Repeat, exactly as written, the lines from the one with "Find the location of a particular element. Image" to the final line of the listing, and keep every picture out.

[[ Input data, beginning ]]

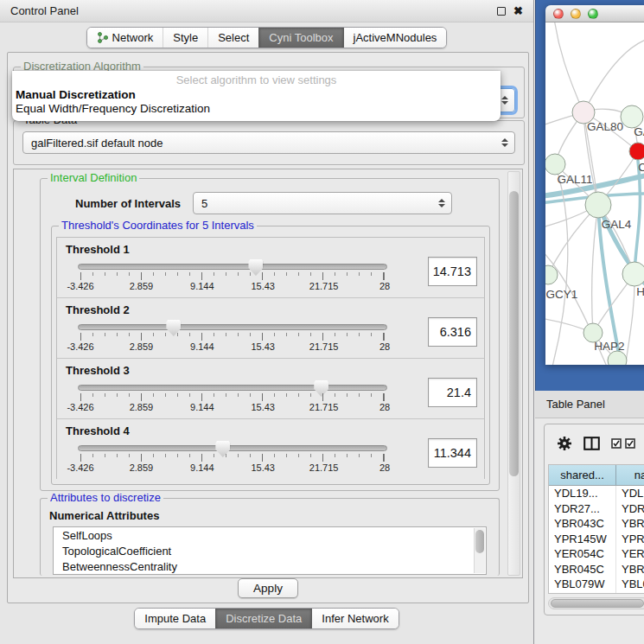 The image size is (644, 644). Describe the element at coordinates (97, 143) in the screenshot. I see `table-data-value: galFiltered.sif default node` at that location.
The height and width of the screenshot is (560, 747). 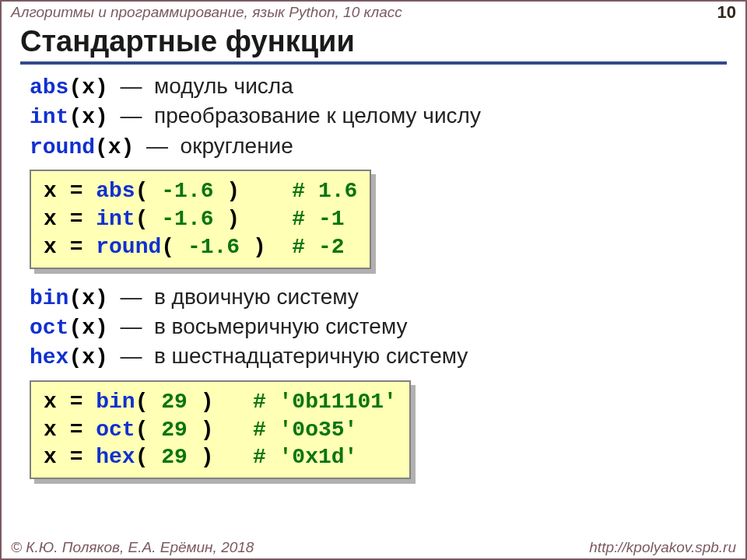 I want to click on def-hex: hex(x) — в шестнадцатеричную систему, so click(x=378, y=357).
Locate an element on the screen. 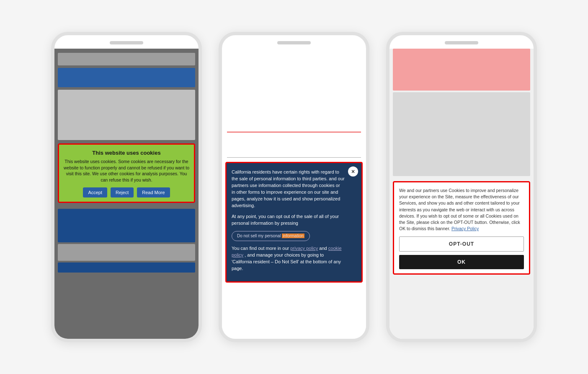 The image size is (588, 374). privacy-policy-link-3: Privacy Policy is located at coordinates (465, 229).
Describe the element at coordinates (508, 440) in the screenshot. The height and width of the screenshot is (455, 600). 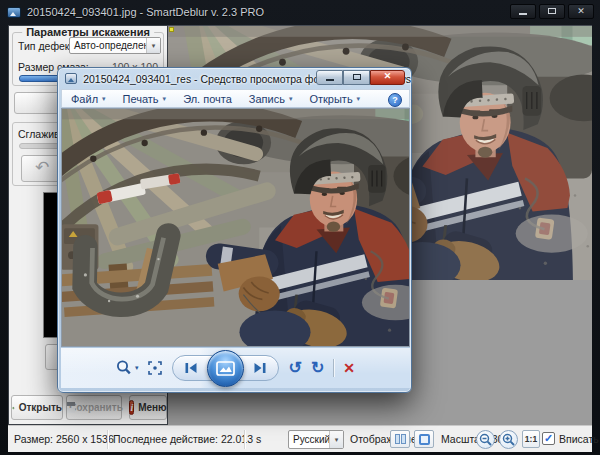
I see `zoom-in-icon` at that location.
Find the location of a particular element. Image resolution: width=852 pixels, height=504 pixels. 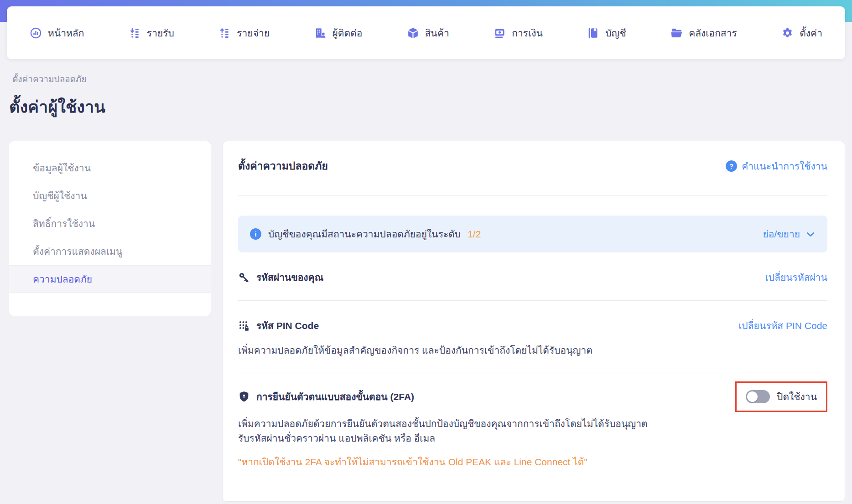

security-level-text-group: i บัญชีของคุณมีสถานะความปลอดภัยอยู่ในระด… is located at coordinates (365, 234).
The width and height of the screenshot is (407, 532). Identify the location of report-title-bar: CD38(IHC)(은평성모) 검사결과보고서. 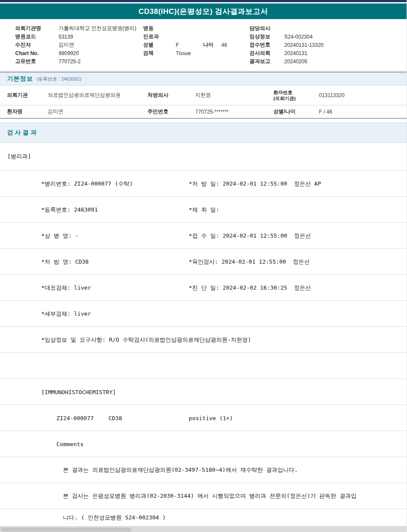
(203, 11).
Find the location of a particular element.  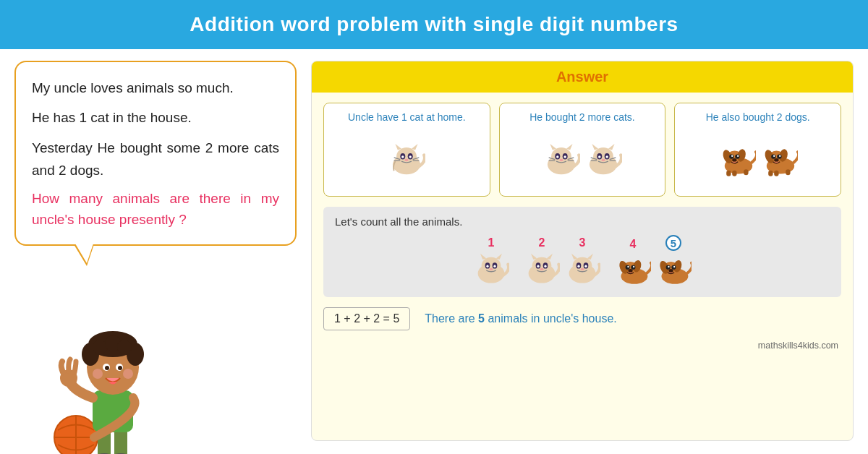

count-animal-4: 4 is located at coordinates (633, 263).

[[ Input data, end ]]

Answer space:
Find the location of a particular element. Image resolution: width=852 pixels, height=504 pixels. 

security-level-text-group: i บัญชีของคุณมีสถานะความปลอดภัยอยู่ในระด… is located at coordinates (365, 234).
The width and height of the screenshot is (407, 532). Identify the location of report-title-bar: CD38(IHC)(은평성모) 검사결과보고서. 
(203, 11).
Find the location of a particular element.  

count-animal-4: 4 is located at coordinates (633, 263).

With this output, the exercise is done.